The Man From The Bitter Roots - Page 152/191

A white man who was as loyal to Bruce as Toy would have told him immediately of Smaltz's mysterious midnight visit to the storehouse, but that was not the yellow man's way. Instead he watched Smaltz like a hawk, eying him furtively, appearing unexpectedly at his elbow while he worked. From that night on, instead of one shadow Smaltz found himself with two.

Toy never had liked Smaltz from the day he came. Those who knew the Chinaman could tell it by the scrupulous politeness with which he treated him. He was elaborately exact and fair but he never spoke to him unless it was necessary. Toy yelled at and bullied those he liked but a mandarin could not have surpassed him in dignity when he addressed Smaltz.

Bruce surmised that the Chinaman must share his own instinctive distrust, yet Smaltz, with his versatility, had proved himself more and more valuable as the work progressed.

Banule's sanguine prophecy that they would be "throwin' dirt" within two weeks had failed of fulfilment because the pump motors had sparked when tried out. So small a matter had not disturbed the cheerful optimism of the genius, who declared he could remedy it with a little further work. Days, weeks, a month went by and still he tinkered, while Bruce, watching the sky anxiously, wondered how much longer the bad weather would hold off. As a convincing evidence of the nearness of winter, Porcupine Jim, who considered himself something of a naturalist, declared that the grasshoppers had lost their hind-legs.

While the time sped, Bruce realized that he must abandon his dream of taking out enough gold to begin to repay the stockholders. The most he could hope for now was a few days' run.

"If only I could get into the pay-streak! If I can just get enough out of the clean-up to show them that it's here; that it's no wild-cat; that I've told them the truth!" Over and over he said these things monotonously to himself until they became a refrain to every other thought.

In the middle of the summer he had been forced to ask for more money. He was days nerving himself to make the call; but there was no alternative--it was either that or shut down. He had written the stockholders that it would surely be the last, and his relief and gratitude had been great at their good-natured response.

Now the sparking of the motors which unexpectedly prolonged the work had once more exhausted his funds. It took all Bruce's courage to write again. It seemed to him that it was the hardest thing he had ever done but he accomplished it as best he could. He was peremptorily refused.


__WORK TO BE COMPLETED__
Gather the lines below that include the string "gridline", copying each in full.

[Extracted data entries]
#####

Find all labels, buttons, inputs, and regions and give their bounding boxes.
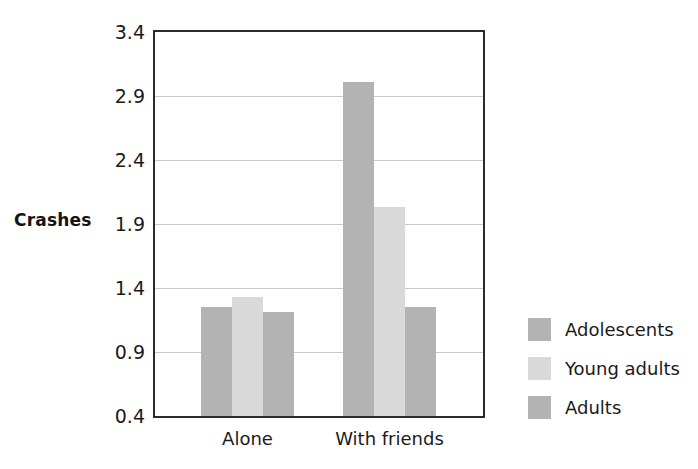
bar-alone-young-adults: [232, 297, 263, 416]
legend-item: Adolescents: [528, 310, 680, 349]
legend-item-label: Young adults: [565, 358, 680, 379]
bar-alone-adults: [263, 312, 294, 416]
gridline: [155, 224, 483, 225]
bar-with-friends-young-adults: [374, 207, 405, 416]
gridline: [155, 96, 483, 97]
bar-with-friends-adolescents: [343, 82, 374, 416]
gridline: [155, 288, 483, 289]
legend-swatch-icon: [528, 357, 551, 380]
legend-swatch-icon: [528, 318, 551, 341]
legend-item-label: Adolescents: [565, 319, 674, 340]
y-axis-tick-label: 0.4: [100, 405, 145, 427]
gridline: [155, 160, 483, 161]
y-axis-tick-label: 2.9: [100, 85, 145, 107]
bar-alone-adolescents: [201, 307, 232, 416]
x-axis-tick-label: Alone: [222, 428, 273, 449]
y-axis-tick-label: 3.4: [100, 21, 145, 43]
legend-item: Adults: [528, 388, 680, 427]
legend: AdolescentsYoung adultsAdults: [528, 310, 680, 427]
legend-item-label: Adults: [565, 397, 621, 418]
y-axis-tick-label: 0.9: [100, 341, 145, 363]
legend-swatch-icon: [528, 396, 551, 419]
legend-item: Young adults: [528, 349, 680, 388]
y-axis-tick-label: 1.4: [100, 277, 145, 299]
x-axis-tick-label: With friends: [335, 428, 444, 449]
bar-chart-figure: Crashes 0.40.91.41.92.42.93.4 AloneWith …: [0, 0, 698, 469]
y-axis-tick-label: 2.4: [100, 149, 145, 171]
plot-area: [153, 30, 485, 418]
y-axis-tick-label: 1.9: [100, 213, 145, 235]
bar-with-friends-adults: [405, 307, 436, 416]
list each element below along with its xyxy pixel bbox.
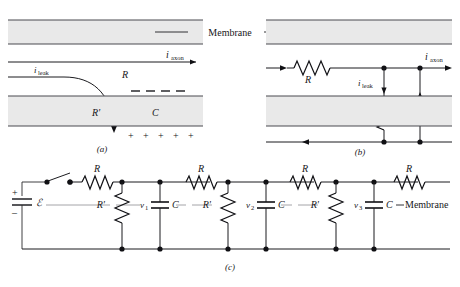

#####

__OUTPUT FOR THIS TASK__
gridline: [155, 224, 483, 225]
gridline: [155, 96, 483, 97]
gridline: [155, 288, 483, 289]
gridline: [155, 160, 483, 161]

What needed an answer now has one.